"I did not commit the robbery," Charles Rambert shouted. "Do you mean to begin all your horrible insinuations again, as you did at Beaulieu?" he demanded in almost threatening tones. "What evil spirit obsesses you? Why will you insist that your unhappy son is a criminal? I had nothing to do with those robberies at the hotel; I swear I had not, father!"
M. Rambert shrugged his shoulders and clasped his hands.
"What have I done," he muttered, "to have so heavy a cross laid on me?" He turned again to his son. "Your defence is childish. What is the use of mere denials? Words don't mean anything without proofs to support them." The lad was silent, seeming to think it useless to attempt to convince a father who appeared so certain of his guilt, and also crushed by the thought of all that had happened at the hotel. His father betrayed some uneasiness at a new thought that had come into his mind. "I told you not to come to me again except as a last resource, when punishment was actually overtaking you, or when you had proved your innocence: why are you here now? Has something happened that I do not know about? What has happened? What else have you done? Speak!"
Charles Rambert answered in a toneless voice, as if hypnotised:
"There has been a detective in the hotel for the last few days. He called himself Henri Verbier, and was disguised, but I knew him, for I had seen him too lately, and in circumstances too deeply impressed upon my mind for me to be able to forget him, although I only saw him then for a few minutes."
"What do you mean?" said the elder man uneasily.
"I mean that Juve was at the Royal Palace Hotel."
"Juve?" exclaimed Etienne Rambert. "And then—go on!"
"Juve, disguised as Henri Verbier, subjected me to a kind of examination, and I don't know what conclusion he came to. Then, this evening, barely two hours ago, he came up to my room and had a long talk, and while he was trying to get some information from me about a matter that I know nothing about—for I swear, papa, that I had nothing whatever to do with the robbery—he came up to me and took hold of me as a man does when he wants to make up to a woman. And I lost my head! I felt that in another minute all would be up with me—that he would establish my identity, which he perhaps suspected already—and I thought of all you had done to save my life by representing that I was dead, and——"
Charles paused for breath. His father's fists were clenched and his face contracted.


▶ Task: Copy every record word for word. Pictures are not part of the copy.
++++++
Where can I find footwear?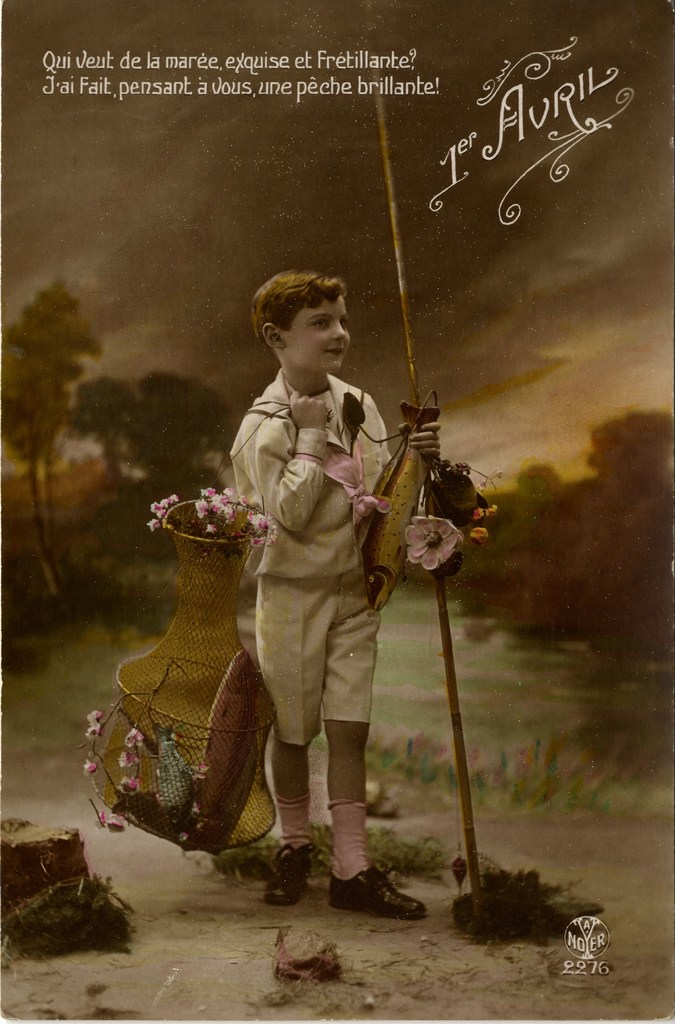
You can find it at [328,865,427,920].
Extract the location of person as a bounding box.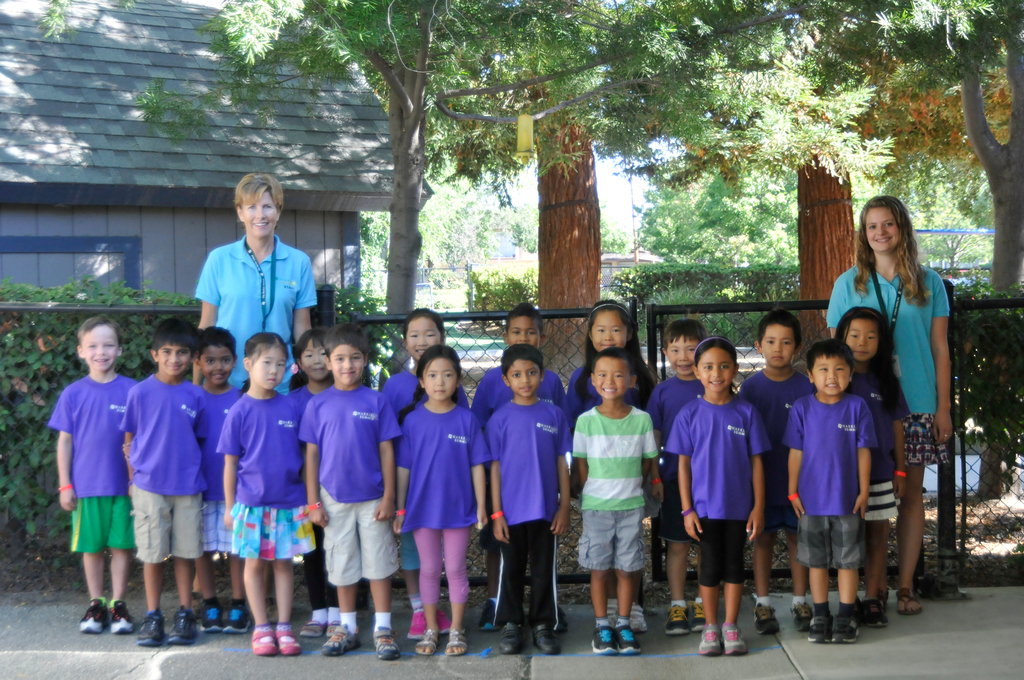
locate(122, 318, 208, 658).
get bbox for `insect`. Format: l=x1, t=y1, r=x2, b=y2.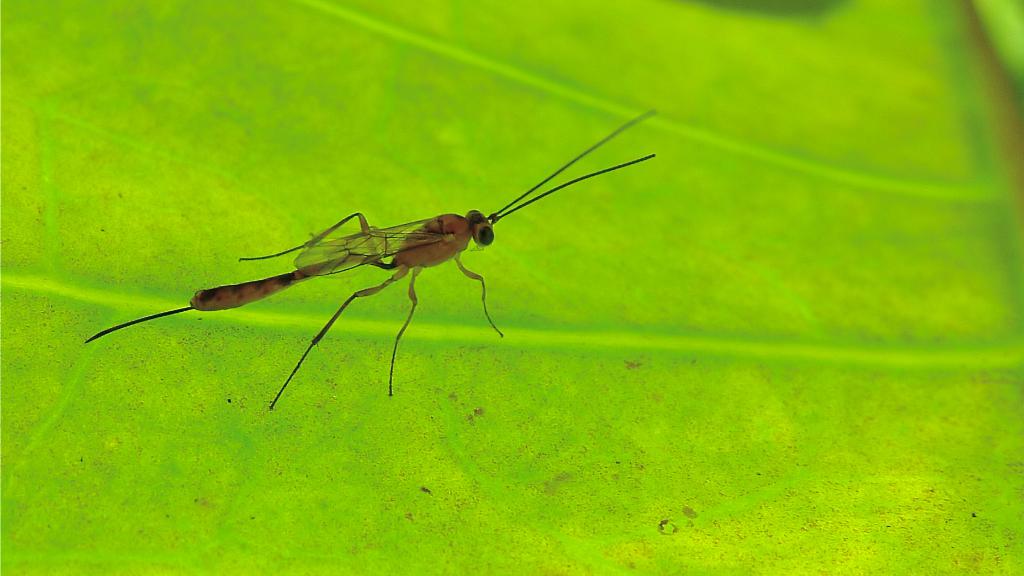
++++++
▶ Output for this task:
Where can I find footwear?
You can find it at [328,865,427,920].
Extract the location of person as a bounding box.
locate(122, 318, 208, 658).
get bbox for `insect`. Format: l=x1, t=y1, r=x2, b=y2.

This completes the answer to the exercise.